> WHAT IS BEING ASKED: Keep the images out while you set down the data exactly.

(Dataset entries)
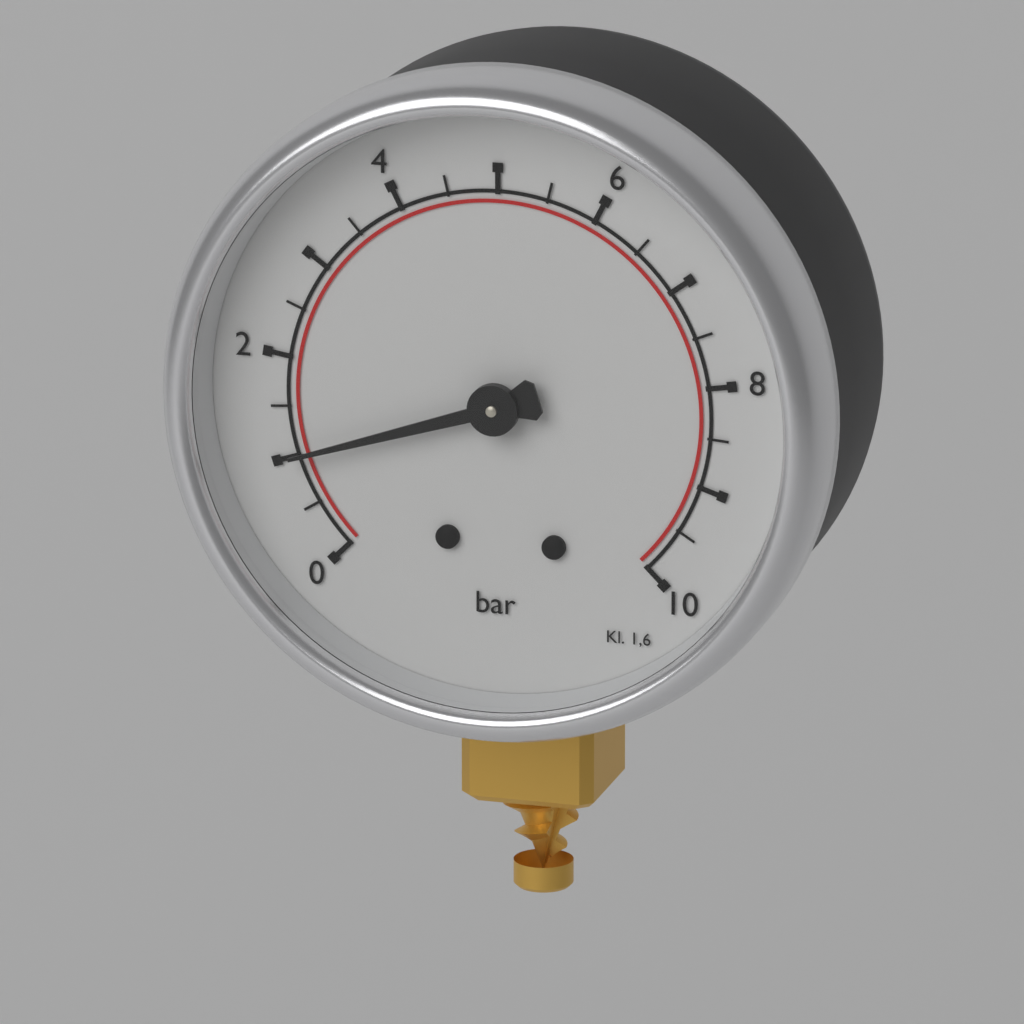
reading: 1.0 bar
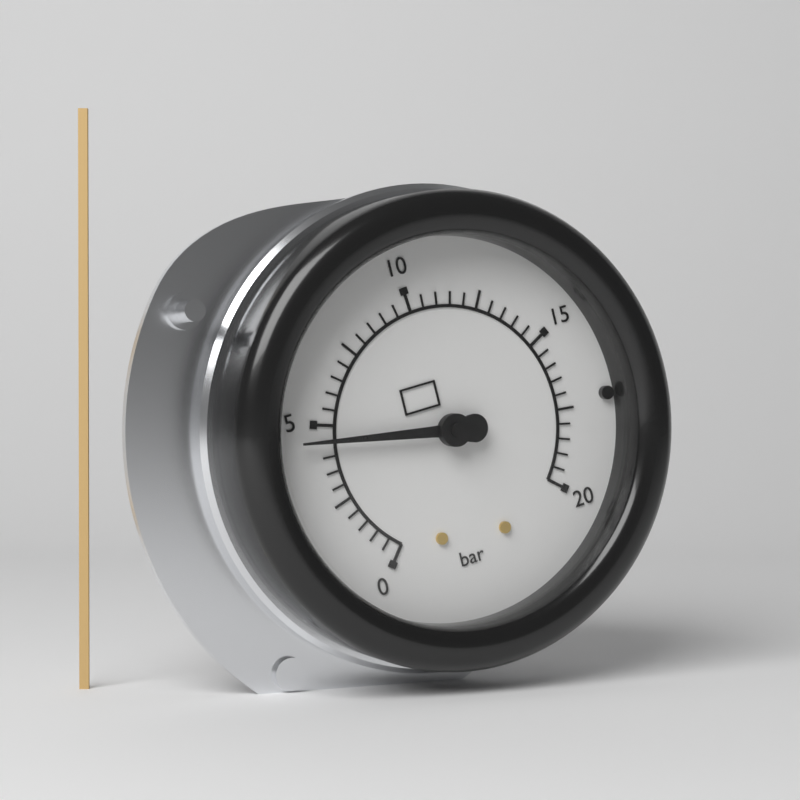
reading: 4.5 bar
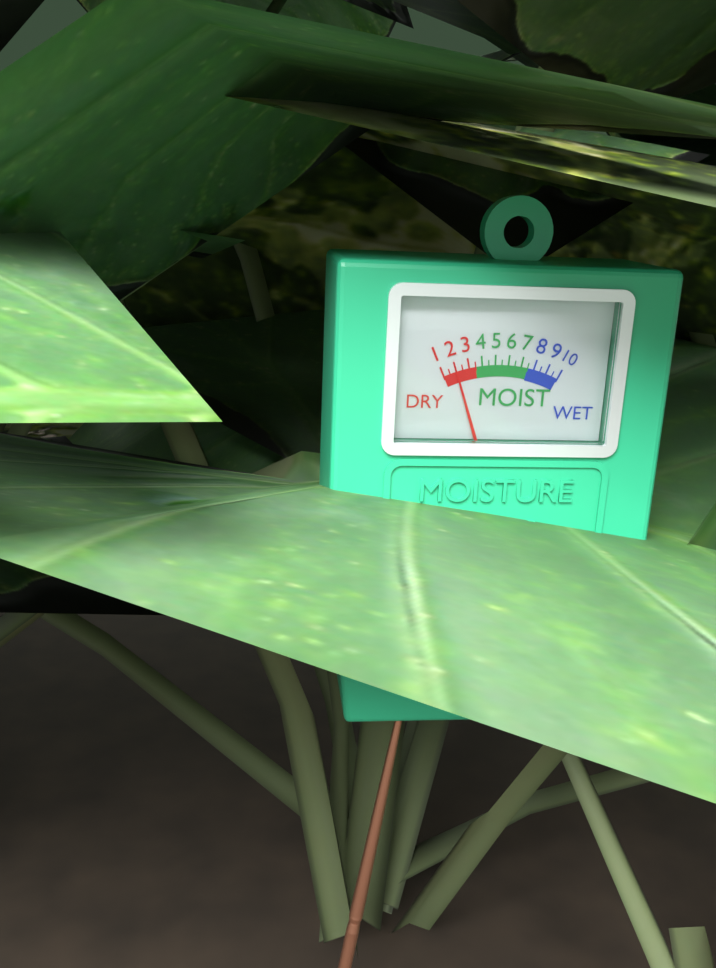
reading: 2.0 (no unit)
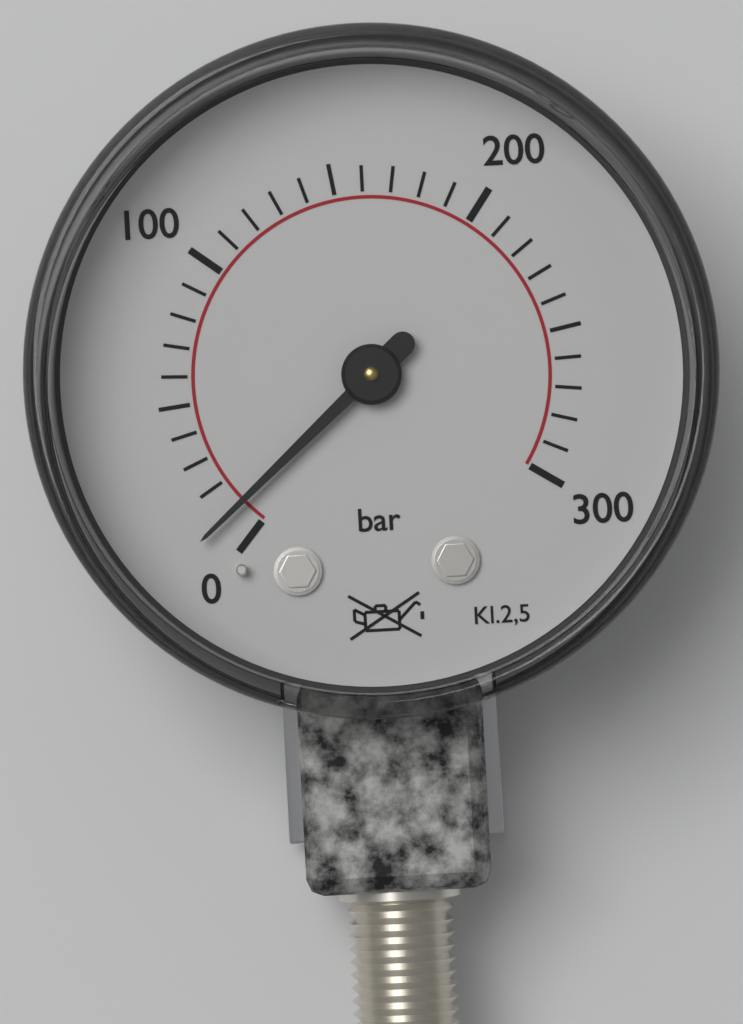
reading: 10 bar
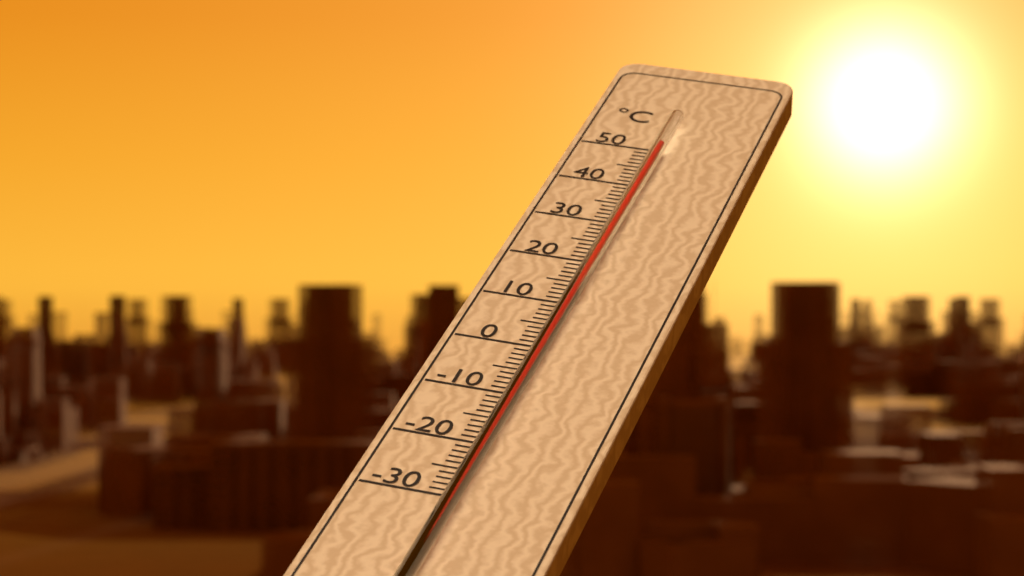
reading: 49 °C
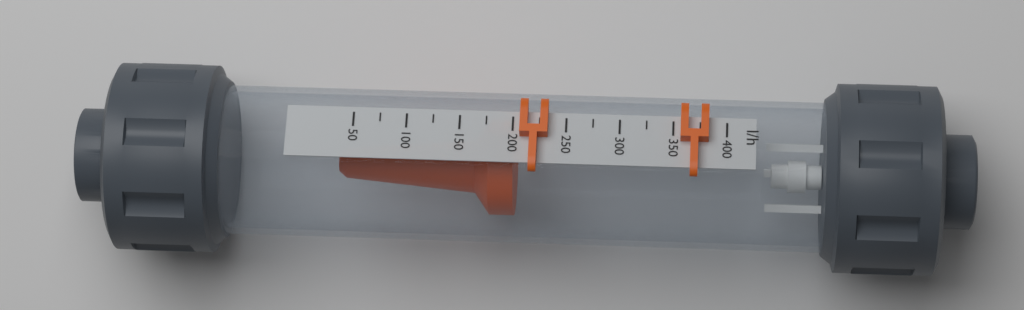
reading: 200 l/h
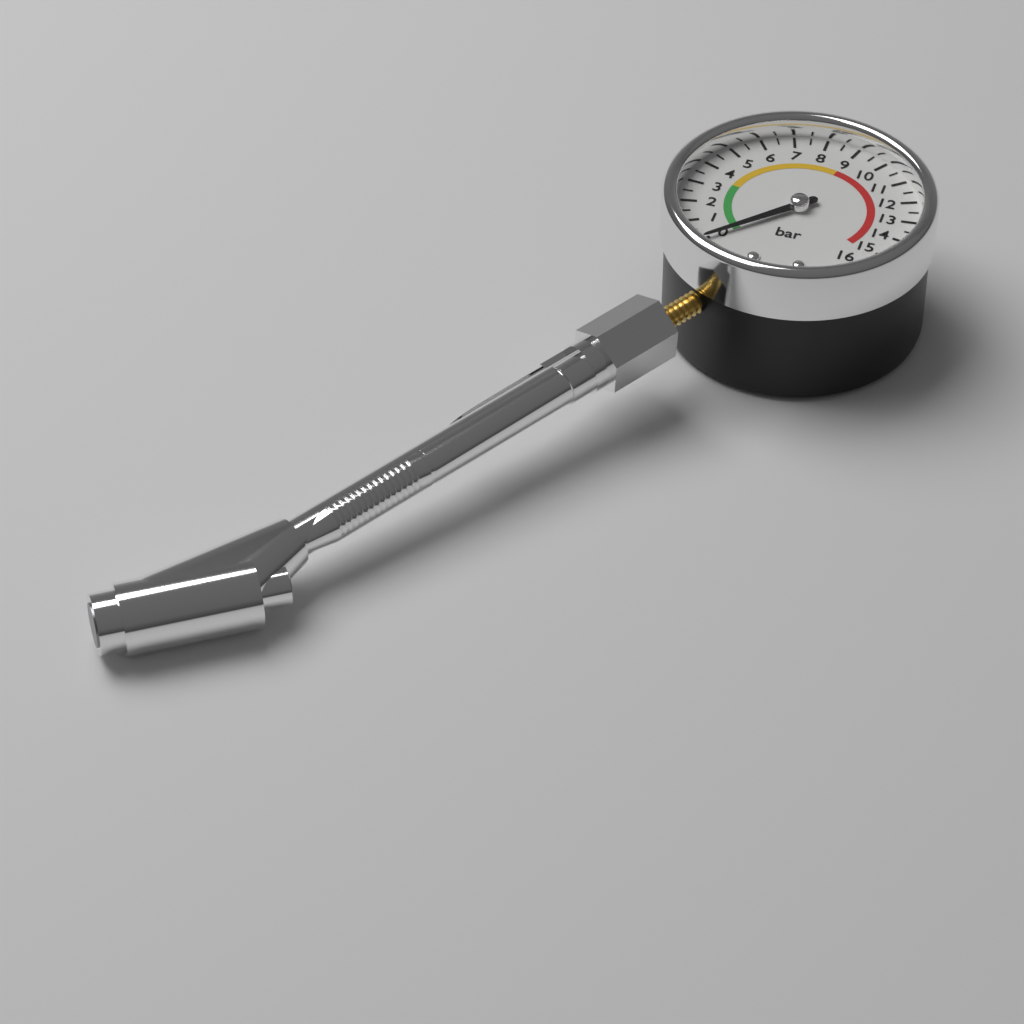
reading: 0.0 bar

> TASK RESPONSE:
reading: 1.0 bar
reading: 4.5 bar
reading: 2.0 (no unit)
reading: 10 bar
reading: 49 °C
reading: 200 l/h
reading: 0.0 bar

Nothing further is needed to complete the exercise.